You apply the model by assessing behaviors against the principles and closing the gap, not by rolling out a new tool set. The Institute's own assessment does exactly this, it observes how work is done and asks people at every level why they do it that way. A practical way to put it to work:

  1. Start with the principles, not a tool list. Pick a principle, say, "assure quality at the source", and ask what ideal behavior would look like at every level, from operator to executive.
  2. Observe current behavior honestly. Walk the floor and watch what people actually do when a defect appears. Do they stop and fix the source, or pass it downstream? The gap between ideal and actual is your work.
  3. Ask "why" at every level. The Shingo assessment probes reasoning, not just compliance. An operator who can explain why a standard exists has internalized a principle; one who only follows it has not.
  4. Fix systems that drive the wrong behavior. If people hide defects, the system probably punishes honesty. Change the system, Shingo treats behavior as a product of the systems around it, so leaders own the systems.
  5. Have leaders model the principles. "Lead with humility" is not a slogan for the wall; it means executives go to the gemba ask questions, and admit what they do not know. Culture follows what leaders do, not what they post.
  6. Embed it in daily management. Tie the principles into hoshin kanri and standard work so the behaviors show up in how the plant is run every day, not in an annual event.
  7. Measure the behavior, then the result. Track whether the ideal behaviors are spreading, and expect the results to follow. Chasing the result directly, without the behavior change, is the trap the model exists to prevent.

What are the three insights behind the model?

Underneath the ten principles sit three insights the Shingo Institute calls the guiding ideas of enterprise excellence, and they explain why the whole framework is built the way it is. The first: ideal results require ideal behaviors. You cannot get world-class outcomes from mediocre behavior, and results are a lagging indicator of how people act. The second: purpose and systems drive behavior. People behave the way the systems around them reward and permit, so if you want different behavior you change the systems, not just the exhortations, which puts the responsibility squarely on leadership rather than on the front line. The third: principles inform ideal behavior. Principles are not arbitrary preferences; they describe consequences that are true whether or not you like them, so aligning behavior to sound principles is what makes the behavior reliably produce good results. Read together, the three insights are the logic of the pyramid: leaders shape systems, systems shape behavior, principle-aligned behavior becomes culture, and culture delivers results. Miss any link and the chain breaks, which is the diagnosis the model offers for why so many well-intentioned programs quietly fail.

How does the Shingo Model relate to lean?

The Shingo Model is not a replacement for lean; it is the cultural layer that makes lean stick. Lean manufacturing supplies the tools and the technical methods, flow, pull, quality at the source, quick changeover, and the Shingo principles explain the behaviors and mindset that keep those tools alive.
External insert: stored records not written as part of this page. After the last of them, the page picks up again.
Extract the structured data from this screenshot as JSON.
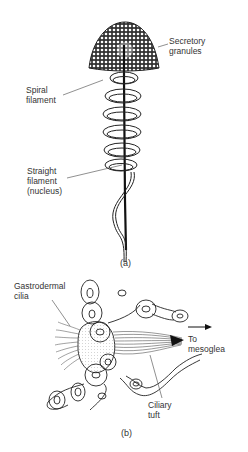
{
  "figure_a": {
    "caption": "(a)",
    "labels": {
      "secretory_granules": "Secretory\ngranules",
      "spiral_filament": "Spiral\nfilament",
      "straight_filament": "Straight\nfilament\n(nucleus)"
    }
  },
  "figure_b": {
    "caption": "(b)",
    "labels": {
      "gastrodermal_cilia": "Gastrodermal\ncilia",
      "to_mesoglea": "To\nmesoglea",
      "ciliary_tuft": "Ciliary\ntuft"
    }
  },
  "colors": {
    "ink": "#222222",
    "background": "#ffffff"
  }
}
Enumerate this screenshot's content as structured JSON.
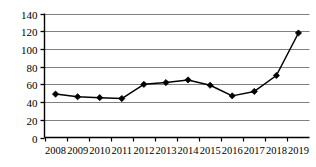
{
  "chart_data": {
    "type": "line",
    "title": "",
    "subtitle": "",
    "xlabel": "",
    "ylabel": "",
    "categories": [
      "2008",
      "2009",
      "2010",
      "2011",
      "2012",
      "2013",
      "2014",
      "2015",
      "2016",
      "2017",
      "2018",
      "2019"
    ],
    "values": [
      49,
      46,
      45,
      44,
      60,
      62,
      65,
      59,
      47,
      52,
      70,
      118
    ],
    "series": [
      {
        "name": "",
        "values": [
          49,
          46,
          45,
          44,
          60,
          62,
          65,
          59,
          47,
          52,
          70,
          118
        ]
      }
    ],
    "ylim": [
      0,
      140
    ],
    "yticks": [
      0,
      20,
      40,
      60,
      80,
      100,
      120,
      140
    ],
    "ytick_labels": [
      "0",
      "20",
      "40",
      "60",
      "80",
      "100",
      "120",
      "140"
    ],
    "xtick_labels": [
      "2008",
      "2009",
      "2010",
      "2011",
      "2012",
      "2013",
      "2014",
      "2015",
      "2016",
      "2017",
      "2018",
      "2019"
    ],
    "grid": "horizontal",
    "legend": "none",
    "marker": "diamond",
    "line_color": "#000000",
    "marker_color": "#000000",
    "grid_color": "#808080",
    "axis_color": "#000000",
    "background_color": "#ffffff",
    "annotations": []
  }
}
You can run lean tools without Shingo, and many plants do, which is precisely why so many lean programs stall. The model reframes the goal: not "have we deployed the tools?" but "have the principles changed how people think and act?"

That reframing has a practical edge. Principle-driven behavior needs a shared, trustworthy picture of what is actually happening on the floor, you cannot "embrace scientific thinking" on data nobody believes, and you cannot "assure quality at the source" if the source data arrives a shift late on paper. Cultures of excellence tend to run on real-time, visible information, which is the shift CLS made in moving off paper logging, and it is why the technical and cultural sides of improvement reinforce each other. For the day-to-day habit of building that culture, see building a lean culture; for the broader toolkit, the seven basic quality tools are exactly the kind of scientific-thinking instruments the principles assume. Start with the principles, change the behaviors, and let the results follow, that order is the whole point.